Creating a Unique ID on distributed systems

Hi,

How do you actually create a unique ID on a distributed system. I looked at gethostid but the man page says that its not guaranteed to be unique. Also using the IP address does not seem to be a feasible solution. Is there a function call or mechanism by which this is possible when even the time is not synchronized using NTP ?

Thanks

Whan you install the system, create a file called /etc/unique_id and put a unique_id in it. Then you just read that file. I don't know why you think that time has anything to do with this, but yes, this technique is possible even when the time is not synchronized using NTP.

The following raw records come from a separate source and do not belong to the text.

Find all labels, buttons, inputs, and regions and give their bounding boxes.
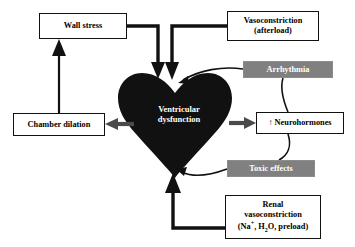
- edge-chamber-dilation-to-wall-stress: [52, 39, 66, 113]
- node-vasoconstriction[interactable]: Vasoconstriction (afterload): [227, 11, 319, 41]
- diagram-canvas: Wall stress Vasoconstriction (afterload)…: [0, 0, 355, 247]
- node-renal-line2: vasoconstriction: [244, 210, 302, 219]
- node-renal-vasoconstriction[interactable]: Renal vasoconstriction (Na+, H2O, preloa…: [225, 195, 321, 239]
- edge-vasoconstriction-to-heart: [165, 26, 227, 80]
- node-toxic-effects[interactable]: Toxic effects: [227, 160, 315, 177]
- edge-wall-stress-to-heart: [127, 26, 165, 79]
- node-arrhythmia[interactable]: Arrhythmia: [243, 61, 333, 78]
- node-renal-line1: Renal: [263, 200, 284, 209]
- node-arrhythmia-label: Arrhythmia: [267, 65, 310, 75]
- node-chamber-dilation-label: Chamber dilation: [28, 120, 91, 130]
- edge-renal-to-heart: [165, 173, 225, 228]
- node-wall-stress[interactable]: Wall stress: [39, 13, 127, 39]
- node-vasoconstriction-line1: Vasoconstriction: [244, 16, 303, 25]
- heart-shape: [118, 73, 232, 178]
- edge-toxic-effects-to-heart: [176, 167, 227, 176]
- node-vasoconstriction-label: Vasoconstriction (afterload): [244, 16, 303, 36]
- node-renal-line3: (Na+, H2O, preload): [238, 222, 308, 231]
- node-neurohormones[interactable]: ↑ Neurohormones: [256, 112, 344, 134]
- node-wall-stress-label: Wall stress: [64, 21, 102, 31]
- node-chamber-dilation[interactable]: Chamber dilation: [13, 113, 105, 136]
- node-toxic-effects-label: Toxic effects: [249, 164, 293, 174]
- edge-neurohormones-to-toxic-effects: [279, 134, 290, 160]
- edge-heart-to-neurohormones: [229, 117, 256, 129]
- edge-neurohormones-to-arrhythmia: [282, 78, 288, 112]
- node-renal-label: Renal vasoconstriction (Na+, H2O, preloa…: [238, 200, 308, 233]
- node-neurohormones-label: ↑ Neurohormones: [268, 118, 331, 128]
- node-renal-line3-prefix: (Na: [238, 222, 251, 231]
- node-renal-line3-mid: , H: [254, 222, 265, 231]
- node-vasoconstriction-line2: (afterload): [254, 26, 292, 35]
- node-renal-line3-suffix: O, preload): [268, 222, 308, 231]
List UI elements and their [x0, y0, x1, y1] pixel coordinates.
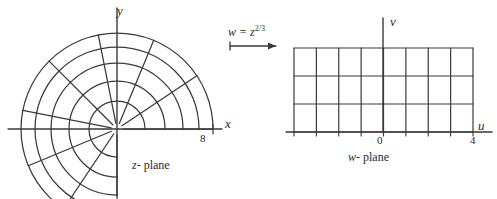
mapping-arrow-head [268, 43, 276, 50]
mapping-label: w = z2/3 [228, 24, 265, 40]
z-plane-x-tick-label: 8 [200, 132, 206, 144]
z-plane-caption-word: - plane [137, 158, 170, 172]
w-plane-caption-word: - plane [356, 150, 389, 164]
conformal-mapping-figure: y x 8 z- plane w = z2/3 v u 0 4 w- plane [0, 0, 497, 199]
z-plane-x-axis-label: x [225, 116, 231, 132]
w-plane-u-axis-label: u [478, 118, 485, 134]
z-plane-caption: z- plane [132, 158, 170, 173]
mapping-label-base: w = z [228, 25, 255, 39]
w-plane-caption-var: w [348, 150, 356, 164]
w-plane-right-tick-label: 4 [470, 134, 476, 146]
w-plane-v-axis-label: v [390, 14, 396, 30]
w-plane-origin-tick-label: 0 [377, 134, 383, 146]
w-plane-caption: w- plane [348, 150, 389, 165]
mapping-label-exponent: 2/3 [255, 24, 265, 33]
z-plane-y-axis-label: y [117, 3, 123, 19]
z-plane-ray [49, 61, 113, 125]
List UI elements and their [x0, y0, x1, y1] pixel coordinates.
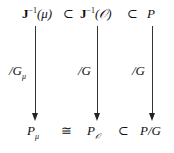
label-subscript: μ: [22, 72, 26, 81]
subset-relation-top-2: ⊂: [127, 7, 138, 20]
arrow-shaft-1: [35, 26, 36, 114]
argument: (μ): [37, 6, 52, 21]
arrow-label-quotient-g-3: /G: [132, 64, 145, 77]
p-symbol: P: [27, 123, 35, 138]
node-p-mod-g: P/G: [140, 124, 161, 137]
arrow-shaft-2: [97, 26, 98, 114]
arrow-head-3: [149, 113, 155, 121]
node-j-inverse-mu: J−1(μ): [22, 7, 52, 20]
arrow-head-2: [94, 113, 100, 121]
arrow-label-quotient-g-mu: /Gμ: [9, 64, 26, 77]
subset-relation-top-1: ⊂: [63, 7, 74, 20]
subscript: 𝒪: [95, 132, 100, 141]
node-j-inverse-orbit: J−1(𝒪): [80, 7, 112, 20]
arrow-shaft-3: [152, 26, 153, 114]
superscript: −1: [29, 6, 38, 15]
p-symbol: P: [87, 123, 95, 138]
isomorphism-relation: ≅: [61, 124, 72, 137]
argument: (𝒪): [95, 6, 112, 21]
subscript: μ: [35, 132, 39, 141]
arrow-label-quotient-g-2: /G: [78, 64, 91, 77]
subset-relation-bottom: ⊂: [118, 124, 129, 137]
node-p-mu: Pμ: [27, 124, 39, 137]
label-text: /G: [9, 63, 22, 78]
node-p: P: [147, 7, 155, 20]
node-p-orbit: P𝒪: [87, 124, 100, 137]
superscript: −1: [87, 6, 96, 15]
arrow-head-1: [32, 113, 38, 121]
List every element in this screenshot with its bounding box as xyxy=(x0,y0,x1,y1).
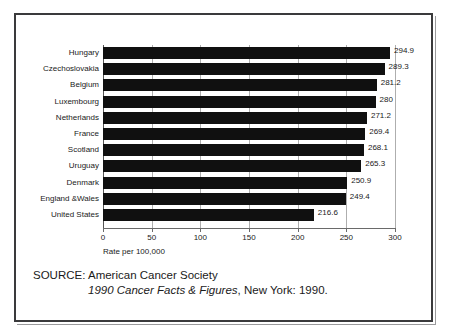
bar-value-label: 294.9 xyxy=(394,45,414,57)
category-label: England &Wales xyxy=(40,193,99,205)
bar[interactable] xyxy=(103,96,376,108)
bar-value-label: 269.4 xyxy=(369,126,389,138)
bar-value-label: 280 xyxy=(380,94,393,106)
bar[interactable] xyxy=(103,47,390,59)
category-label: Czechoslovakia xyxy=(43,63,99,75)
bar-value-label: 216.6 xyxy=(318,207,338,219)
source-line-1: SOURCE: American Cancer Society xyxy=(33,268,413,283)
bar[interactable] xyxy=(103,177,347,189)
x-tick xyxy=(395,228,396,232)
chart-page: HungaryCzechoslovakiaBelgiumLuxembourgNe… xyxy=(0,0,453,335)
bar-value-label: 250.9 xyxy=(351,175,371,187)
bar-row: 281.2 xyxy=(103,79,395,91)
x-tick-label: 100 xyxy=(194,233,207,243)
x-tick xyxy=(200,228,201,232)
bar-row: 249.4 xyxy=(103,193,395,205)
category-label: Scotland xyxy=(68,144,99,156)
bar[interactable] xyxy=(103,63,385,75)
bar-row: 216.6 xyxy=(103,209,395,221)
bar-value-label: 271.2 xyxy=(371,110,391,122)
bar[interactable] xyxy=(103,160,361,172)
category-label: United States xyxy=(51,209,99,221)
bar-value-label: 249.4 xyxy=(350,191,370,203)
x-tick-label: 300 xyxy=(388,233,401,243)
x-tick-label: 50 xyxy=(147,233,156,243)
bar-row: 289.3 xyxy=(103,63,395,75)
bar[interactable] xyxy=(103,144,364,156)
x-axis-title: Rate per 100,000 xyxy=(103,247,165,257)
plot-area: 294.9289.3281.2280271.2269.4268.1265.325… xyxy=(103,45,395,228)
source-note: SOURCE: American Cancer Society 1990 Can… xyxy=(33,268,413,298)
category-label: France xyxy=(74,128,99,140)
bar[interactable] xyxy=(103,209,314,221)
bar-row: 250.9 xyxy=(103,177,395,189)
x-tick xyxy=(249,228,250,232)
x-tick-label: 150 xyxy=(242,233,255,243)
x-tick-label: 200 xyxy=(291,233,304,243)
bar-row: 280 xyxy=(103,96,395,108)
bar-row: 268.1 xyxy=(103,144,395,156)
category-label: Luxembourg xyxy=(55,96,99,108)
x-tick xyxy=(152,228,153,232)
bar-row: 294.9 xyxy=(103,47,395,59)
bar[interactable] xyxy=(103,193,346,205)
bar-row: 269.4 xyxy=(103,128,395,140)
bar[interactable] xyxy=(103,112,367,124)
bar-value-label: 268.1 xyxy=(368,142,388,154)
category-label: Uruguay xyxy=(69,160,99,172)
bar-value-label: 289.3 xyxy=(389,61,409,73)
category-label: Belgium xyxy=(70,79,99,91)
x-tick xyxy=(298,228,299,232)
category-label: Denmark xyxy=(67,177,99,189)
category-label: Hungary xyxy=(69,47,99,59)
category-label: Netherlands xyxy=(56,112,99,124)
bar-value-label: 281.2 xyxy=(381,77,401,89)
bar[interactable] xyxy=(103,79,377,91)
source-line-2: 1990 Cancer Facts & Figures, New York: 1… xyxy=(88,283,413,298)
x-tick-label: 250 xyxy=(340,233,353,243)
bar[interactable] xyxy=(103,128,365,140)
x-tick xyxy=(346,228,347,232)
x-tick xyxy=(103,228,104,232)
source-publication-rest: , New York: 1990. xyxy=(238,284,328,296)
source-publication-title: 1990 Cancer Facts & Figures xyxy=(88,284,238,296)
x-tick-label: 0 xyxy=(101,233,105,243)
bar-row: 271.2 xyxy=(103,112,395,124)
category-axis-labels: HungaryCzechoslovakiaBelgiumLuxembourgNe… xyxy=(18,45,99,228)
bar-row: 265.3 xyxy=(103,160,395,172)
bar-value-label: 265.3 xyxy=(365,158,385,170)
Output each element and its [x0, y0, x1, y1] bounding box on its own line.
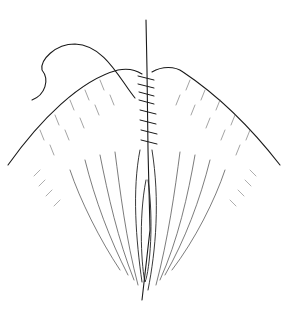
- right-flap-outline: [152, 68, 280, 166]
- suture-thread: [142, 20, 150, 300]
- thread-tail: [32, 44, 135, 100]
- flap-hatching: [40, 80, 250, 155]
- left-flap-outline: [8, 69, 142, 165]
- suture-illustration: [0, 0, 290, 320]
- lower-folds: [70, 152, 225, 285]
- illustration-canvas: [0, 0, 290, 320]
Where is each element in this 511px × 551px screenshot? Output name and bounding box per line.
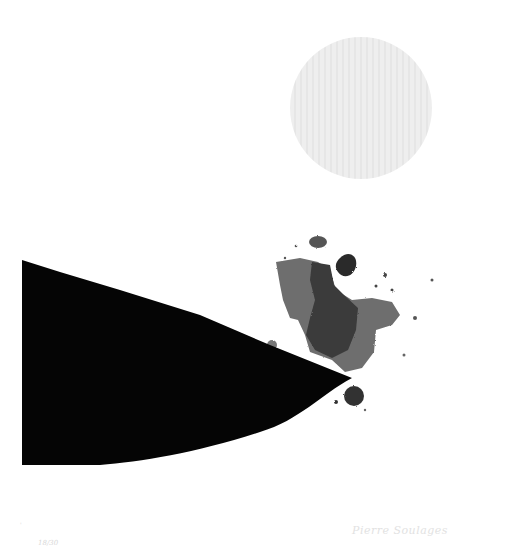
artist-signature: Pierre Soulages bbox=[352, 524, 448, 537]
artwork-canvas bbox=[0, 0, 511, 551]
edition-number: 18/30 bbox=[38, 539, 58, 547]
pale-moon-circle bbox=[290, 37, 432, 179]
margin-mark: ' bbox=[20, 521, 22, 528]
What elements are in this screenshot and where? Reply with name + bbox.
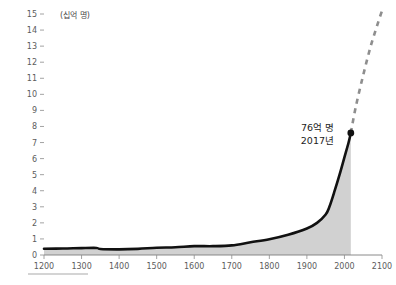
x-tick-label: 1900 bbox=[297, 262, 317, 271]
endpoint-marker bbox=[347, 129, 354, 136]
annotation-year-label: 2017년 bbox=[301, 135, 334, 146]
population-area-fill bbox=[44, 133, 351, 255]
x-tick-label: 1700 bbox=[222, 262, 242, 271]
x-tick-label: 1500 bbox=[146, 262, 166, 271]
y-tick-label: 14 bbox=[27, 26, 37, 35]
x-tick-label: 1300 bbox=[71, 262, 91, 271]
y-tick-label: 0 bbox=[32, 251, 37, 260]
projection-dashed-line bbox=[351, 11, 382, 133]
peak-point-marker bbox=[347, 129, 354, 136]
series-area-fill bbox=[44, 133, 351, 255]
y-tick-label: 10 bbox=[27, 90, 37, 99]
chart-svg: 0123456789101112131415 12001300140015001… bbox=[0, 0, 396, 285]
x-tick-label: 1400 bbox=[109, 262, 129, 271]
population-growth-chart: 0123456789101112131415 12001300140015001… bbox=[0, 0, 396, 285]
x-tick-label: 1200 bbox=[34, 262, 54, 271]
y-tick-label: 4 bbox=[32, 187, 37, 196]
x-tick-label: 2000 bbox=[334, 262, 354, 271]
y-tick-label: 9 bbox=[32, 106, 37, 115]
y-tick-label: 2 bbox=[32, 219, 37, 228]
x-tick-label: 1600 bbox=[184, 262, 204, 271]
y-tick-label: 7 bbox=[32, 139, 37, 148]
y-axis-unit-label: (십억 명) bbox=[60, 10, 90, 20]
x-axis-ticks: 1200130014001500160017001800190020002100 bbox=[34, 255, 392, 271]
y-tick-label: 12 bbox=[27, 58, 37, 67]
y-tick-label: 3 bbox=[32, 203, 37, 212]
x-tick-label: 2100 bbox=[372, 262, 392, 271]
y-tick-label: 5 bbox=[32, 171, 37, 180]
y-tick-label: 8 bbox=[32, 122, 37, 131]
y-tick-label: 15 bbox=[27, 10, 37, 19]
y-tick-label: 11 bbox=[27, 74, 37, 83]
y-tick-label: 6 bbox=[32, 155, 37, 164]
y-axis-ticks: 0123456789101112131415 bbox=[27, 10, 44, 260]
projection-line bbox=[351, 11, 382, 133]
y-tick-label: 13 bbox=[27, 42, 37, 51]
annotation-value-label: 76억 명 bbox=[301, 122, 334, 133]
y-tick-label: 1 bbox=[32, 235, 37, 244]
x-tick-label: 1800 bbox=[259, 262, 279, 271]
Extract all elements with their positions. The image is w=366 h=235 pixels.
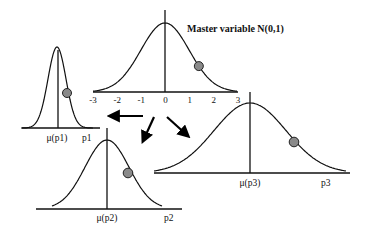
arrow-to-p2 [143, 117, 154, 141]
master-title: Master variable N(0,1) [187, 23, 284, 35]
diagram-canvas: -3-2-10123 Master variable N(0,1) μ(p1) … [0, 0, 366, 235]
master-sample-dot [194, 62, 203, 71]
p2-axis-label: p2 [164, 213, 174, 223]
master-tick-label: 2 [212, 95, 217, 105]
p2-mean-label: μ(p2) [97, 213, 118, 224]
master-plot: -3-2-10123 Master variable N(0,1) [89, 10, 283, 105]
p3-axis-label: p3 [321, 178, 331, 188]
arrow-to-p3 [167, 117, 188, 136]
master-tick-label: 1 [187, 95, 192, 105]
master-tick-label: -3 [89, 95, 97, 105]
p1-axis-label: p1 [82, 133, 92, 143]
master-tick-label: -2 [113, 95, 121, 105]
p1-sample-dot [63, 89, 72, 98]
panel-p3: μ(p3) p3 [154, 92, 350, 189]
p1-mean-label: μ(p1) [47, 133, 68, 144]
master-tick-label: 0 [163, 95, 168, 105]
master-tick-label: -1 [138, 95, 146, 105]
p2-sample-dot [123, 168, 133, 178]
p1-curve [21, 47, 93, 128]
master-tick-label: 3 [236, 95, 241, 105]
p3-mean-label: μ(p3) [240, 178, 261, 189]
p3-sample-dot [289, 137, 299, 147]
panel-p1: μ(p1) p1 [21, 47, 100, 144]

If you have access to a database, such as Oracle, you may find this useful. However, that would of course cause all the processes using said unique ID to potentially block each another up. There are ways around that too, pre-fetching UIDs etc.

The other way, as Pederabo said, is to assign each distributed machine some machine ID. Then as it feeds transactions (or whatever needs to be uniquely identified) it can prepend/append its unique ID to a machine independant unique ID.

use your ip address + local time + a huge random number to generate a Unique ID

many programs use this kind of technology.

Why not use your network card's mac address? That's a big very-unique number that comes with your PC. The only caveat would be, upgrade your network card and it changes :smiley: Maybye generate /etc/unique_id from the mac address then just use the file thereafter?